As for the whitgift centre itself, I am amazed it’s still open at all, most of the decent retailers have left, only a matter of time I reckon before Marks and Sparks pulls the plug in favour of it’s Purley Way store.
Parking prices are quite frankly extortionate since they changed management. A major Croydon employer recently moved closer to East Croydon Station and the walk to the centre for lunch is now less viable as takes more than 30 mins to go there and grab food and get back, I expect traffic will be massively reduced there now.
So the Mayor is a supporter of business?
It never seems to be any of the businesses who are trying to make a go of things in the Whitgift Centre. It is shocking how they have been treated.
Perry rushed permission quickly through for those kiosks at the old Allders building on behalf of the property developers.
It must have a chance of opening within the next decade at least. Not in time for this Festive Season as the hype he provided gave the impression at the time.
As per my previous piece on this subject…the idea that the people in charge of this debacle should have our confidence in any of their development plans is increasingly risible.
I am very sorry, to hear, that they are closing witgify centre, i hope they build, new shopping centre, woth 12 floor, more shops, and more security guards, that brins more employment.
Well said!
Pop up shops in Allders. As a resident of Croydon, I am fed up seeing pots and pans, suitcases etc. We want decent shops in Croydon.
We used to have decent shops and could have again if Croydon was imaginative enough to reintroduce free parking Sundays
At least half the kiosks – note Westfield’s choice of word – in Allders will be fast food joints, Alice. So more fried chicken…

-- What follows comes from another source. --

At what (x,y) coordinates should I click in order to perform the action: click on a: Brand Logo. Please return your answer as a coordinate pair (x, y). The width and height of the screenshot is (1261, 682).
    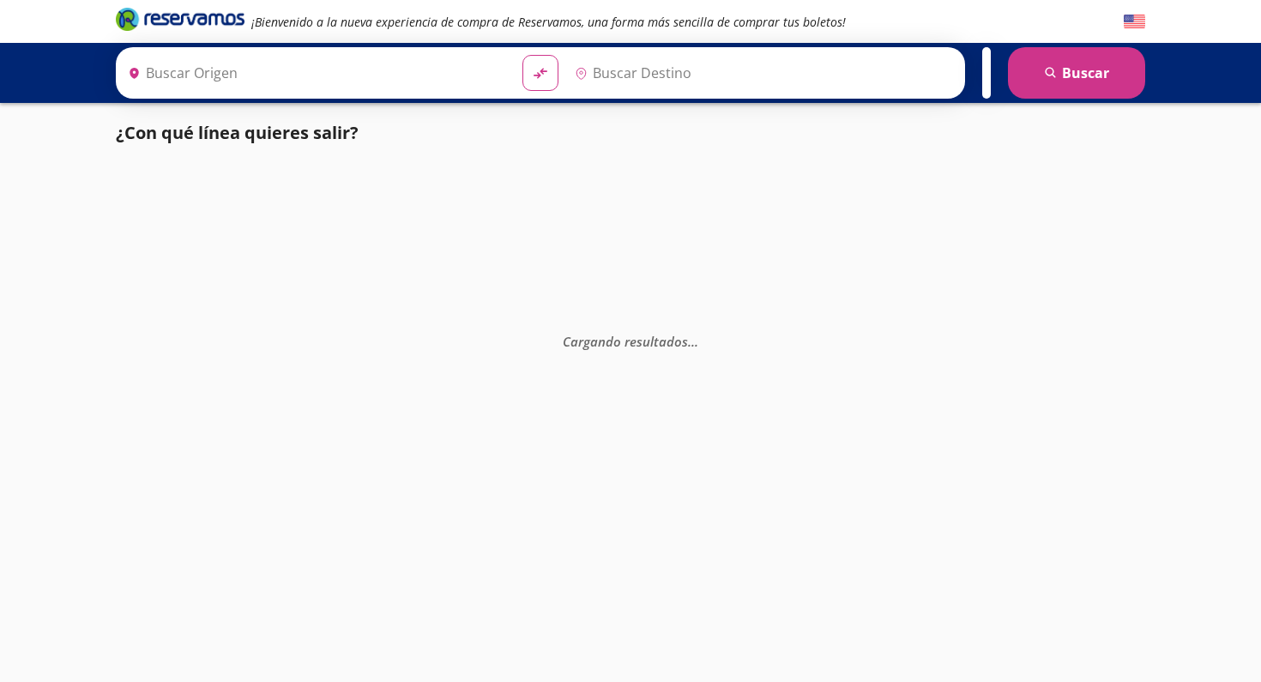
    Looking at the image, I should click on (180, 21).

What a debacle of a once proud shopping centre that was once in the top 10 in the country
It all started with the greedy on street parking charges in the 1990s and looks like it will end with the incompetence of disaster mayor Perry
So the Bridge to Nowhere strikes again. Nowhere on the east side and now Bugger All on the west due to this subway being closed. Pretty much makes Wellesley Rd Tram stop redundant.